The annual Fall for the Book festival at George Mason University in Virginia announced the lineup for this year's event, including "an evening of mystery (and maybe mayhem)" on Tuesday, September 29. A headline event with Megan Abbott kicks off the evening, followed by a panel moderated by award-winning author Art Taylor with crime authors Sherry Harris, Josh Pachter, B.K. Stevens, and LynDee Walker.
The Chicago Tribune profiled the American Bar Association's new publishing venture, Ankerwycke. Named for the tree that sheltered the signing of the Magna Carta in 1215, the new imprint features law-themed true crime and crime fiction, including classics like Perry Mason re-releases to new works such as a novel by a former clerk to Supreme Court Justice Ruth Bader Ginsburg.
Future, the company behind Total Film, SFX and GamesRadar+, is launching the quarterly magazine Crime Scene. The UK-based publication will cover TV crime drama, as well as novels from authors such as Ian Rankin and James Ellroy and offer up opinion, analysis, previews, and in-depth articles.
Brown’s Hotel in London will be offering an Agatha Christie Afternoon Tea during September, which is appropriate since the author was a regular hotel guest and her novel At Bertram's Hotel was based on Brown's. The themed tea, which is offered in celebration of Christie's 125th anniversary, will feature a variety of teas and cakes including Miss Marple’s orange and poppy seed cake, which appears in At Bertram’s Hotel; black coffee tiramisu, which makes reference to Miss Marple’s love of coffee cake; clock-face macaroons, referencing Christie’s novel Rosemary Clocks; and plain and fruit scones served with clotted cream, strawberry jam and honey – an all-time favorite of Miss Marple. (HT to Good Housekeeping UK.)
The Sunday Post spoke to ten authors will be appearing at the upcoming Bloody Scotland festival to ask them about their writing inspirations and to name their favorite authors and the stories that scare them.
If you're heading to the Shetland area of the UK, you can read mystery author Ann Cleeves' take why the islands offers the perfect inspiration for crime fiction (for her award-winning series of novels and a hit BBC TV Series starring Douglas Henshall) and her list of "top five things to do in Shetland."
Maureen Corrigan penned an essay for The Washington Post, about how female crime writers handle aging in their series' charaters, titled "In mysteries, does the trail grow cold when the detective grows old?"
An ancient real-life mystery may have been solved: archaeologists in Egypt believe they have found the long-missing tomb of Nefertiti hidden in plain sight - in the tomb of Tutankhamun.
The new crime poem over at the 5-2 this week is "Mortal Terror" by Sarah Stockton.
The Q&A roundup includes Steve Hockensmith, who stopped by Ominimystery News to interview himself about his second mystery co-written with tarot expert Lisa Falco; Writers Who Kill snared Susan Froetschel about her Afghanistan-set novel Fear of Beauty; Lisa Unger chatted with the Do Some Damage blog's Alex Segura about her novel Crazy Love You; the Mystery People grilled Jenny Milchman about her latest suspense novel, As Night Falls; and EuroCrime welcomes Lin Anderson, who was just shortlisted for the Scottish Crime Book of the Year for Paths of the Dead.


▶ **EXERCISE REQUIREMENTS**
Search the records below for the string "item" and copy each line where it turns up.

▶ **MATERIALS PROVIDED**
=== Begin Enclosure ===

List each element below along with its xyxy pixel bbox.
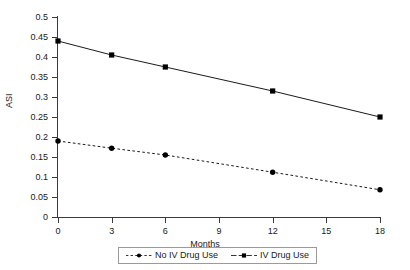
data-point-square-marker bbox=[377, 114, 382, 119]
x-tick-label: 0 bbox=[43, 227, 73, 236]
series-line bbox=[58, 141, 380, 190]
data-point-circle-marker bbox=[270, 170, 275, 175]
y-tick-label: 0.35 bbox=[30, 73, 48, 82]
data-point-square-marker bbox=[109, 52, 114, 57]
legend-swatch-dashed-circle-icon bbox=[126, 251, 152, 260]
y-tick-label: 0.2 bbox=[35, 133, 48, 142]
y-tick-label: 0.4 bbox=[35, 53, 48, 62]
y-tick-label: 0.45 bbox=[30, 33, 48, 42]
y-tick-label: 0.5 bbox=[35, 13, 48, 22]
y-axis-title: ASI bbox=[5, 93, 14, 108]
x-tick-label: 12 bbox=[258, 227, 288, 236]
y-tick-label: 0.15 bbox=[30, 153, 48, 162]
series-no-iv-drug-use bbox=[55, 138, 382, 192]
x-tick-label: 6 bbox=[150, 227, 180, 236]
legend-swatch-solid-square-icon bbox=[231, 251, 257, 260]
plot-svg bbox=[58, 17, 380, 217]
x-tick-mark bbox=[380, 217, 381, 223]
data-point-circle-marker bbox=[109, 146, 114, 151]
legend-item-no-iv-drug-use[interactable]: No IV Drug Use bbox=[126, 251, 218, 260]
y-tick-label: 0.25 bbox=[30, 113, 48, 122]
y-tick-label: 0.05 bbox=[30, 193, 48, 202]
legend-label-no-iv-drug-use: No IV Drug Use bbox=[155, 251, 218, 260]
data-point-square-marker bbox=[270, 88, 275, 93]
x-tick-mark bbox=[273, 217, 274, 223]
chart-container: ASI 00.050.10.150.20.250.30.350.40.450.5… bbox=[0, 0, 410, 270]
x-tick-mark bbox=[326, 217, 327, 223]
x-tick-mark bbox=[58, 217, 59, 223]
x-tick-label: 3 bbox=[97, 227, 127, 236]
legend-label-iv-drug-use: IV Drug Use bbox=[260, 251, 309, 260]
x-tick-label: 9 bbox=[204, 227, 234, 236]
legend-item-iv-drug-use[interactable]: IV Drug Use bbox=[231, 251, 309, 260]
chart-legend: No IV Drug Use IV Drug Use bbox=[118, 247, 317, 264]
x-tick-label: 18 bbox=[365, 227, 395, 236]
data-point-circle-marker bbox=[55, 138, 60, 143]
plot-area bbox=[58, 17, 380, 217]
series-line bbox=[58, 41, 380, 117]
y-tick-label: 0 bbox=[43, 213, 48, 222]
x-tick-label: 15 bbox=[311, 227, 341, 236]
y-tick-label: 0.3 bbox=[35, 93, 48, 102]
series-iv-drug-use bbox=[55, 38, 382, 119]
x-tick-mark bbox=[112, 217, 113, 223]
x-tick-mark bbox=[219, 217, 220, 223]
y-tick-label: 0.1 bbox=[35, 173, 48, 182]
data-point-square-marker bbox=[163, 64, 168, 69]
data-point-circle-marker bbox=[377, 187, 382, 192]
data-point-circle-marker bbox=[163, 152, 168, 157]
x-tick-mark bbox=[165, 217, 166, 223]
data-point-square-marker bbox=[55, 38, 60, 43]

=== End Enclosure ===

▶ **WRITTEN RESPONSE**
legend-item-no-iv-drug-use[interactable]: No IV Drug Use bbox=[126, 251, 218, 260]
legend-item-iv-drug-use[interactable]: IV Drug Use bbox=[231, 251, 309, 260]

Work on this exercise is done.